Evolution of Reputation: Its reputation has not evolved; it has remained in oblivion. It has no cult following, no speedrunning community, no modding scene (unlike Diablo or even the later Fate series, which had MOD folders). It is a “lost game” known only to archivists and completists. The MobyGames entry itself was added in 2019 by users “Swizzle” and “Fureksu,” evidence of its obscurity.

Influence on the Industry & Subsequent Games: Here lies its only historical importance: as a footnote in the global spread of the ARPG genre.
1. The “Diablo Clone” Diaspora: It demonstrates how the Diablo formula was localized by non-Western studios. Korean developers were particularly adept at creating “grind-heavy” versions of Western genres (see Maplestory, Rohan). The Fate applies this ethos to a single-player ARPG, emphasizing the endless loot treadmill and pet-based inventory management.
2. Proto-Template for the Fate Series (2005-): The most intriguing connection is to the Fate series by WildTangent (starting 2005). TV Tropes details how the WildTangent Fate games feature the exact same pet system (dog/cat, fish transformations, town-running), the same grid inventory, the same death/retirement mechanics, and the same color-coded item tiers. The designer of the WildTangent series, Travis Baldree, has stated he wanted to combine Diablo and NetHack for a casual audience. The coincidence in mechanics is too specific to ignore.
* Hypothesis: It is highly probable that Baldree, an American developer, was aware of the Asian ARPG scene, including The Fate (2003). The pet-as-inventory-bot and fish-transformation mechanic is such a specific, quirky feature that it suggests direct inspiration or at least a shared regional design trend in Korea/China. The WildTangent Fate series, which became a long-running and influential franchise (leading to Fate: Reawakened in 2025), can be seen as the successful, polished, and marketed evolution of the ideas first coarsely executed in Tronwell’s The Fate. One was forgotten; the other spawned sequels, merchandise, and a remaster.
3. A Lesson in Market Forces: The Fate’s obscurity versus the Fate series’ success highlights the critical importance of distribution, marketing, and polish. Both share a core DNA: a simple Diablo-like with a pet. The WildTangent series had a dedicated website, Steam/GOG presence, consistent sequels, and eventually a full remaster. The Fate (2003) had a brief, unheralded Western release through a localizer and vanished.
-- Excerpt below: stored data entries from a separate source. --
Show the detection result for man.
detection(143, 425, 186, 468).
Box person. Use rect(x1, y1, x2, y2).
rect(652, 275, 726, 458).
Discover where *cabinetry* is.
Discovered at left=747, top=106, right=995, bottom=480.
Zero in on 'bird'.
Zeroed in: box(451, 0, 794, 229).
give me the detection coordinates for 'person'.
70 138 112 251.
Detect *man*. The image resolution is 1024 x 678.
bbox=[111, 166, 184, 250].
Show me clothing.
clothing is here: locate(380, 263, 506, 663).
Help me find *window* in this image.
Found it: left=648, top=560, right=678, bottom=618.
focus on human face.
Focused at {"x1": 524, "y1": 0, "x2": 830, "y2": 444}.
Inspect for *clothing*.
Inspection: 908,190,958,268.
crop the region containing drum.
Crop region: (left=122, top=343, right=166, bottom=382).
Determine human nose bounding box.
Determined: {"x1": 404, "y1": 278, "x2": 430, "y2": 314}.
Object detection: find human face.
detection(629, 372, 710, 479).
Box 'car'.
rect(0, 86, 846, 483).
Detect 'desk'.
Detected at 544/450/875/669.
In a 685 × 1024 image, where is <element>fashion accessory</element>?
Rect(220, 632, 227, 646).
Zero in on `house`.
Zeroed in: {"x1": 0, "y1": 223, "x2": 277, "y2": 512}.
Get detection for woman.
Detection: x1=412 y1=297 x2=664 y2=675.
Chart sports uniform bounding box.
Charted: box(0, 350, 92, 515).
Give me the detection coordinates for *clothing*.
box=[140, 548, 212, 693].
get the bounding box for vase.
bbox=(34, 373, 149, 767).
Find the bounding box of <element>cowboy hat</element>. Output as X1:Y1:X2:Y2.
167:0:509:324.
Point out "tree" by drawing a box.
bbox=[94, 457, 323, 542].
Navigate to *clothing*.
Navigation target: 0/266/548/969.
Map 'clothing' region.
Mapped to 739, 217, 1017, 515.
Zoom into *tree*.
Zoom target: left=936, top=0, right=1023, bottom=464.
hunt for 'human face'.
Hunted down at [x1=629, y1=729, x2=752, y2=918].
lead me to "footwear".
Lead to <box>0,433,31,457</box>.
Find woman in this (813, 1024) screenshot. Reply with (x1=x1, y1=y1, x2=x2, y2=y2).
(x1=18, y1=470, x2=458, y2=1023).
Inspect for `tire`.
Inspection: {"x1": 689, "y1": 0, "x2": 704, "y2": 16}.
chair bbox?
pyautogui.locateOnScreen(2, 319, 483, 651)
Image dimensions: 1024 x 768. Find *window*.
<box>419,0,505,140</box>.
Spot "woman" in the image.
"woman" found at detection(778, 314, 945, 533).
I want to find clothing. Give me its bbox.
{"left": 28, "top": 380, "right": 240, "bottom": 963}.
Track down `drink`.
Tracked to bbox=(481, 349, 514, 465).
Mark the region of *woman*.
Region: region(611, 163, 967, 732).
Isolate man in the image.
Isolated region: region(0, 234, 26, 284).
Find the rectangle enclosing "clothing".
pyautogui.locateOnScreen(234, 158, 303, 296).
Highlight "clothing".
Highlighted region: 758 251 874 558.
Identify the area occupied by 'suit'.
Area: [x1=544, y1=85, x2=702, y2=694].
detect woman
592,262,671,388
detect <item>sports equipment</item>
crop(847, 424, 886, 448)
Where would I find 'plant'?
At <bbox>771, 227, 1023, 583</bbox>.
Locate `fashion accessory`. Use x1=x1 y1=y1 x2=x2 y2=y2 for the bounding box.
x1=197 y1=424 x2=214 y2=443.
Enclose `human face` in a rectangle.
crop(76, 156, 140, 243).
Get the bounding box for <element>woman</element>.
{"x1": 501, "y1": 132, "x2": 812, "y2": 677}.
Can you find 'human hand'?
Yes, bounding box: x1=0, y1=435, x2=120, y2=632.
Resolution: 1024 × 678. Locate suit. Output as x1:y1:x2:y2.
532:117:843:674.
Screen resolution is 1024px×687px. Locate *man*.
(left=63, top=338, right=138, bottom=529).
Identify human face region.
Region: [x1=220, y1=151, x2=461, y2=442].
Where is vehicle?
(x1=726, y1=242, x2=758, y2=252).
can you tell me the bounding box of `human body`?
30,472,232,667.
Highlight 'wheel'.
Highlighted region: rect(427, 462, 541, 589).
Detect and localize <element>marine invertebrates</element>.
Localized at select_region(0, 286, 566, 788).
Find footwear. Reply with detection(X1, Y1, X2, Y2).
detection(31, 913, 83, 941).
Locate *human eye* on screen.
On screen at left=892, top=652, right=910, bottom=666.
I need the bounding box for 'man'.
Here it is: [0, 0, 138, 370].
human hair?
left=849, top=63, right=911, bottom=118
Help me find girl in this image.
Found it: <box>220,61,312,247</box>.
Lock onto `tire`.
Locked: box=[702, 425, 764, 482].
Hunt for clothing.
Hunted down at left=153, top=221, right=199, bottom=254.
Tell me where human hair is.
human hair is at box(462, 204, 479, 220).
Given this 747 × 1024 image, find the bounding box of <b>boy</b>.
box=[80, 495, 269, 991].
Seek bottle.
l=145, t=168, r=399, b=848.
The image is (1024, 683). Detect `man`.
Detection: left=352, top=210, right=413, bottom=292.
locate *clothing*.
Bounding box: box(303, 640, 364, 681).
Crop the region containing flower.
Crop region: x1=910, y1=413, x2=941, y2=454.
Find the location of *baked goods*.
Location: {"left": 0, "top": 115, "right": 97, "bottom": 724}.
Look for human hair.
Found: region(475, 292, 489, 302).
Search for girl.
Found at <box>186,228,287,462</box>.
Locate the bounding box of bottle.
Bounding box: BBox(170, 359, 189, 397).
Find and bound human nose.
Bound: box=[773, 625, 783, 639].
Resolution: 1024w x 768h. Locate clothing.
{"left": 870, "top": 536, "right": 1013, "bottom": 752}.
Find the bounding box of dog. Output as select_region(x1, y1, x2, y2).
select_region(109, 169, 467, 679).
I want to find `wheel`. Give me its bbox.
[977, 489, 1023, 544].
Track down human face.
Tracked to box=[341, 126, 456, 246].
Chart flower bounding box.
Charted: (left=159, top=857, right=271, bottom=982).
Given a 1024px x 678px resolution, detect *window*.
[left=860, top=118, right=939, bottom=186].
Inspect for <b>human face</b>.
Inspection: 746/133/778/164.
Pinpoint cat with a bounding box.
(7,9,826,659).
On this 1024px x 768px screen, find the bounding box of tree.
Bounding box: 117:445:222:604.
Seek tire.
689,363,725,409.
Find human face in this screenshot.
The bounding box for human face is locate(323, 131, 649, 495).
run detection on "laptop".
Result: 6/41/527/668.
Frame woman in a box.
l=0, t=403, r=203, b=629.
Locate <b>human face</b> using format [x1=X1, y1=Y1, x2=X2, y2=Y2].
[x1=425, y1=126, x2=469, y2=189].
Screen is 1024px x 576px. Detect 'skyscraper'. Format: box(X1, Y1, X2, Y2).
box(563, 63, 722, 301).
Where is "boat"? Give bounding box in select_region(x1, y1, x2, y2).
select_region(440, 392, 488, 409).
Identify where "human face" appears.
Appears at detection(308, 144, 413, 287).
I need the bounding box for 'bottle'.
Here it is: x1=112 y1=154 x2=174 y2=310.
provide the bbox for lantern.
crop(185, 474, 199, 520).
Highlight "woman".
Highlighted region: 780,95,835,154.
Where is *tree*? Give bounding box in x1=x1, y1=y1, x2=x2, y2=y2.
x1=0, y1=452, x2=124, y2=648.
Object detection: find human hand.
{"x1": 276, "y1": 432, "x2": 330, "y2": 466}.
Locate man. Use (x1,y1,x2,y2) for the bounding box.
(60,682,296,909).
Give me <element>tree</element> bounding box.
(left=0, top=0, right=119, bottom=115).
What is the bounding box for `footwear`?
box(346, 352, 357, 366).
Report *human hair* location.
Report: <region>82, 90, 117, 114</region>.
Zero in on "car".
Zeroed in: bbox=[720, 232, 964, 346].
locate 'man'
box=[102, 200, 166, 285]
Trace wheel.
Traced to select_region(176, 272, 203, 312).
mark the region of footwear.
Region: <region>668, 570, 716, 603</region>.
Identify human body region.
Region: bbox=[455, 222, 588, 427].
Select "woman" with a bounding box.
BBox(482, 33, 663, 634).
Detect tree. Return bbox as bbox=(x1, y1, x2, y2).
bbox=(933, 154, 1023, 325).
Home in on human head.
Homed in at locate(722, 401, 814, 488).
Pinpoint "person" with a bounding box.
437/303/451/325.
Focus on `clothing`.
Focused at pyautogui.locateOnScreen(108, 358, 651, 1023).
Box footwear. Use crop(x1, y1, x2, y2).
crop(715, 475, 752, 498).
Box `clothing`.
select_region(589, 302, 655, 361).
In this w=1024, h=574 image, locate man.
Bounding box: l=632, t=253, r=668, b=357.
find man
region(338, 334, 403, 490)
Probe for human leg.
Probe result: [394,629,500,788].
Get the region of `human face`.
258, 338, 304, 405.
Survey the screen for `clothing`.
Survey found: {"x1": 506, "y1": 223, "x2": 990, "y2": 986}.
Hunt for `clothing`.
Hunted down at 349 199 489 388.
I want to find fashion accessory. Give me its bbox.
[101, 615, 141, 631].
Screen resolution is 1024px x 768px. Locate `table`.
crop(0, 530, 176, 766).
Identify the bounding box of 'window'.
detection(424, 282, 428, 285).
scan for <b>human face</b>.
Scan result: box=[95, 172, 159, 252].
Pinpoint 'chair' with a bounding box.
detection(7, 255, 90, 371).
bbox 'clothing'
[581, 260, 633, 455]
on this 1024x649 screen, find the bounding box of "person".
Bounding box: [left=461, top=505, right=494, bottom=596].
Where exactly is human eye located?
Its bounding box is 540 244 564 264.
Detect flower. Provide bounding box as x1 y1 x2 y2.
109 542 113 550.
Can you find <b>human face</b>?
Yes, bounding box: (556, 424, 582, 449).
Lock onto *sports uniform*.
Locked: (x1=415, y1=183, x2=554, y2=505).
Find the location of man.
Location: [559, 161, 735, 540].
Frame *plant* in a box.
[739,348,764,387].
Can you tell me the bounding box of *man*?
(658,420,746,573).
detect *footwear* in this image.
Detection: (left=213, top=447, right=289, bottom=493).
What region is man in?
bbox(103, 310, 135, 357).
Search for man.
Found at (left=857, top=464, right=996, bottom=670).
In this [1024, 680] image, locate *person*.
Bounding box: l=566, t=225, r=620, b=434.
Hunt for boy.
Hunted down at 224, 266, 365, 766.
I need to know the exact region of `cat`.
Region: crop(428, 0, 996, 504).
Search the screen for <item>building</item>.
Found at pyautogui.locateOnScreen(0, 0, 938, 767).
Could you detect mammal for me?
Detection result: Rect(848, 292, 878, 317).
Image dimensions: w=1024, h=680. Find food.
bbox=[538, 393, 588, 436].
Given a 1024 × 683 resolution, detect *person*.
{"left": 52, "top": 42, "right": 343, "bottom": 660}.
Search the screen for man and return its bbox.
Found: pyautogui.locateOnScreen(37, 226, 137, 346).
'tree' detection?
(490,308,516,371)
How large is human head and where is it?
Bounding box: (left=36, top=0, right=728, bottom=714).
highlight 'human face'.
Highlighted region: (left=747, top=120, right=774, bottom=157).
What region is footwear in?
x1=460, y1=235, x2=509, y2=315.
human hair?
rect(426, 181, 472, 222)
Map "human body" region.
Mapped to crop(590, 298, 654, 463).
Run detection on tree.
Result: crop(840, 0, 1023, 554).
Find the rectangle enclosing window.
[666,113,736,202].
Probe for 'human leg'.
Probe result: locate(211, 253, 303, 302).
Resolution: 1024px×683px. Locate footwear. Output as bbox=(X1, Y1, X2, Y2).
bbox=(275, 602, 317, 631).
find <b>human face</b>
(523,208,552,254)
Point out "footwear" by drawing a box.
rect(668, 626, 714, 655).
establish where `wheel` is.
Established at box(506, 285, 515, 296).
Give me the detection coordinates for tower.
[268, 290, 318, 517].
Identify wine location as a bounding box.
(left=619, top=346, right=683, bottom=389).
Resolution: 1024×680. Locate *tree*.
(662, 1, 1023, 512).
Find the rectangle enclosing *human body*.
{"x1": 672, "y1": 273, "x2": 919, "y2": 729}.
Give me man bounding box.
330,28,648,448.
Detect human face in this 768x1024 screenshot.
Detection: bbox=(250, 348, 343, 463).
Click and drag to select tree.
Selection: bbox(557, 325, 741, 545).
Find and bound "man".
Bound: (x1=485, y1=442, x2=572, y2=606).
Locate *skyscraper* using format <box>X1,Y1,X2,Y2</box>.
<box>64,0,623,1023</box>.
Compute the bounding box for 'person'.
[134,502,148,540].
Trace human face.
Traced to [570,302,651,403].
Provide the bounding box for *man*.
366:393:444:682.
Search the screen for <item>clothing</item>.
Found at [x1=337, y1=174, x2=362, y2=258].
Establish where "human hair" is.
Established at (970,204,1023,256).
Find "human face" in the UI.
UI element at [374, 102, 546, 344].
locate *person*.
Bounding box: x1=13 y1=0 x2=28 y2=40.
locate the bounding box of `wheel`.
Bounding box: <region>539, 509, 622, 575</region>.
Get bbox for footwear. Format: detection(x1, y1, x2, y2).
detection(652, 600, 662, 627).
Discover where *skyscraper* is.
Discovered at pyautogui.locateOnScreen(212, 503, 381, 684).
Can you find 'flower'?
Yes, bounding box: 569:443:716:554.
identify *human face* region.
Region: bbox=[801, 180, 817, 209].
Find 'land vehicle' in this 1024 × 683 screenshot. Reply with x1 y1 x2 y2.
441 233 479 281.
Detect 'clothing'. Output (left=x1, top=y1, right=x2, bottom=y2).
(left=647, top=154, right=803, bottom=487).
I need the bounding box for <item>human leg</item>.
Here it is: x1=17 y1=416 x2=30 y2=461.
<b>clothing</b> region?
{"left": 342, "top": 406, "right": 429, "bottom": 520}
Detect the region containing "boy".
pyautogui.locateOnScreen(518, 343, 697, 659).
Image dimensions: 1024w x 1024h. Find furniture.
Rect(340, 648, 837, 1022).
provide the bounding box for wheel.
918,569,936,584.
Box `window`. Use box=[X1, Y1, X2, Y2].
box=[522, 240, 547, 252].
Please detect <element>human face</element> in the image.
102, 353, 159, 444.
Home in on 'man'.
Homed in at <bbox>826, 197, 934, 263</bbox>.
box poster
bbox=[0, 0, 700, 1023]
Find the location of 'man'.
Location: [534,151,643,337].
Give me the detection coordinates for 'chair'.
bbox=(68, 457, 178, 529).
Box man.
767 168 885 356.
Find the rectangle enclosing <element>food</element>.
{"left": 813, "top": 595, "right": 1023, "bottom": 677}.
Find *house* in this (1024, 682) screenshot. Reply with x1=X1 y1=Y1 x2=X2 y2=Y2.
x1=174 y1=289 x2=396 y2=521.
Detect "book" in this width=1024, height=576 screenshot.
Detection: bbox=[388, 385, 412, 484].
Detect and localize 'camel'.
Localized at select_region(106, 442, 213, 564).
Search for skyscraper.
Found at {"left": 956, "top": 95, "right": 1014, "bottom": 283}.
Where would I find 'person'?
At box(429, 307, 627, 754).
It is a case study in how a decent mechanic is not enough; ecosystem and persistence are everything.


7. Conclusion: The Significance of Being Forgotten

The Fate (2003) is not a good game by any conventional standard. Its narrative is nonexistent, its art is dated, its sound is invisible, and its mechanics are a direct, unoriginal copy of a superior contemporary (Diablo II). Its sole claim to fame is the pet-and-fishing system, a clever but poorly implemented quirk that found its true calling in the more refined Fate series by WildTangent.

Its place in video game history is as a curator’s specimen. It represents the “second wave” of Diablo-clones—the wave that flooded non-Western markets but failed to reinvigorate the genre in the West. It shows the template being deconstructed into its base components (dungeon, loot, level-up) and reassembled without the narrative or atmospheric ambition of Blizzard’s work. It is the archetypal “forgotten ARPG”: technically functional, mechanically dense on paper, but soulless.

The tragicomic irony is that the game titled The Fate (2003) was destined for obscurity, while a completely unrelated work with a near-identical name (Fate/stay night) would become one of the most influential media franchises of the 21st century. One was a fate of anonymity; the other, a fate of destiny. For the historian, The Fate (2003) is a vital reminder that for every Diablo or Fate/stay night, there are dozens of clones lost to time—games that played the same notes but never composed a song anyone remembers. Its legacy is to be a ghost in the machine of the ARPG genre, a spectral example of what happens when execution fails to match ambition, and when the market simply moves on.

Final Verdict: Historically Significant as an Example, Irrelevant as an Experience. Do not seek it out to play; seek it out to understand the ecosystem that allowed both its failure and the later, greater success of a nominally similar franchise.